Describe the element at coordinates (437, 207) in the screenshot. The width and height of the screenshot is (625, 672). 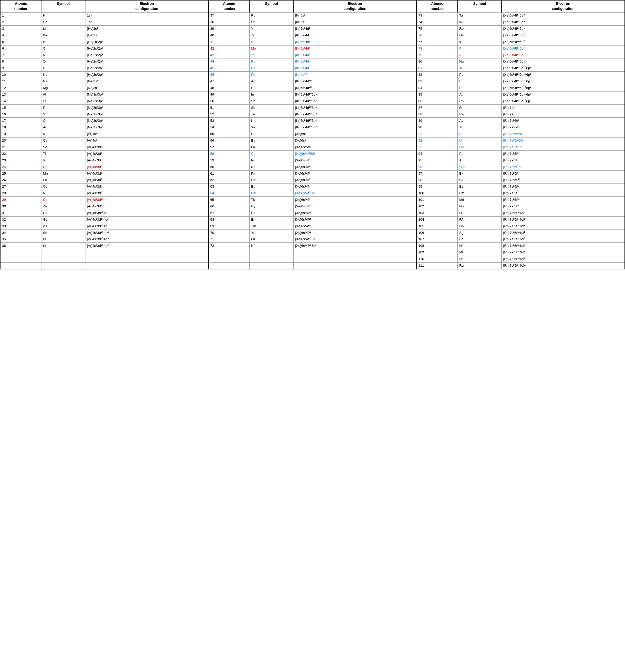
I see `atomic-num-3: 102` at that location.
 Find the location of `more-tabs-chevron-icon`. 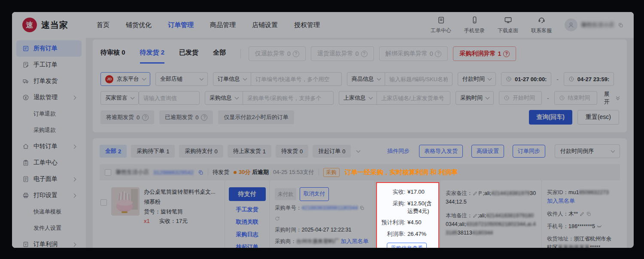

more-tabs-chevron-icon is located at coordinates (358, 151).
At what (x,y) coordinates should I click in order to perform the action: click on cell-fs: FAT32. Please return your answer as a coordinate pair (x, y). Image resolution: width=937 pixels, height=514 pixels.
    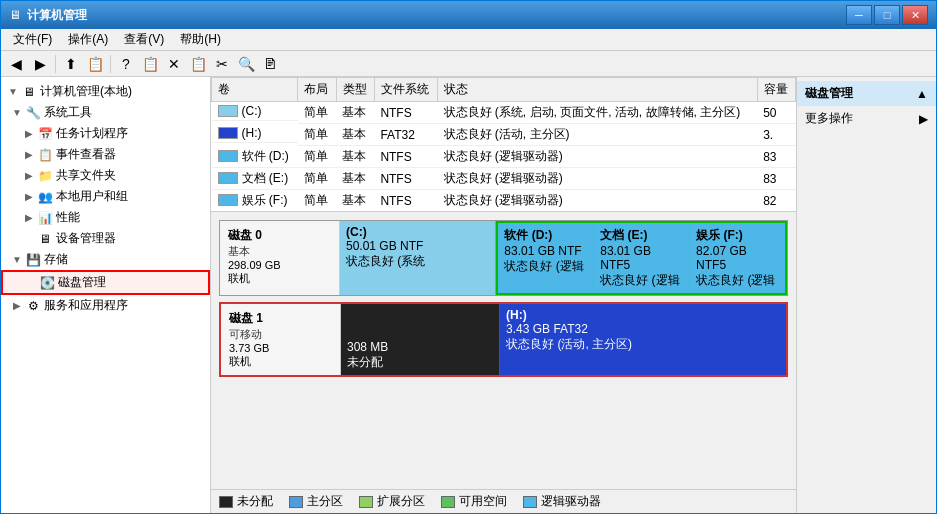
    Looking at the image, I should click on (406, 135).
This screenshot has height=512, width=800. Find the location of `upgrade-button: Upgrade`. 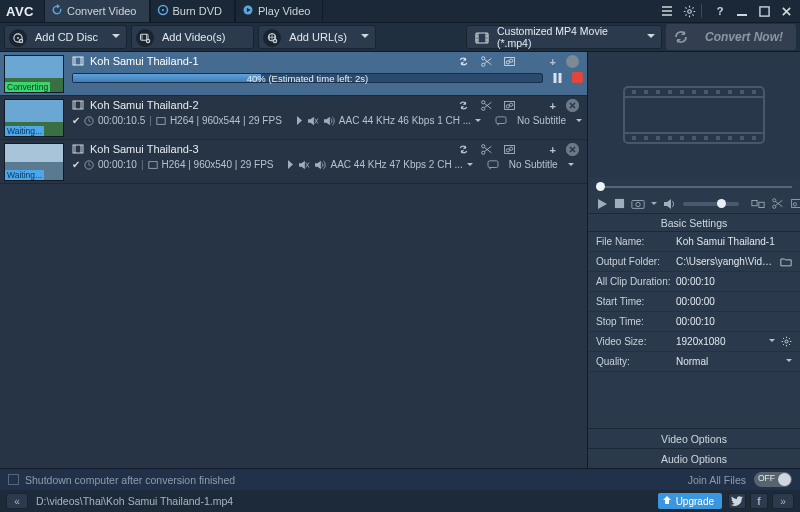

### What is being asked
A word-for-word copy of the entries above is needed, with every picture dropped.

### Solution
Describe the element at coordinates (437, 207) in the screenshot. The width and height of the screenshot is (625, 672). 
I see `atomic-num-3: 102` at that location.
 Find the location of `more-tabs-chevron-icon`. 

more-tabs-chevron-icon is located at coordinates (358, 151).
At what (x,y) coordinates should I click in order to perform the action: click on cell-fs: FAT32. Please return your answer as a coordinate pair (x, y). Image resolution: width=937 pixels, height=514 pixels.
    Looking at the image, I should click on (406, 135).
This screenshot has height=512, width=800. Find the location of `upgrade-button: Upgrade`. 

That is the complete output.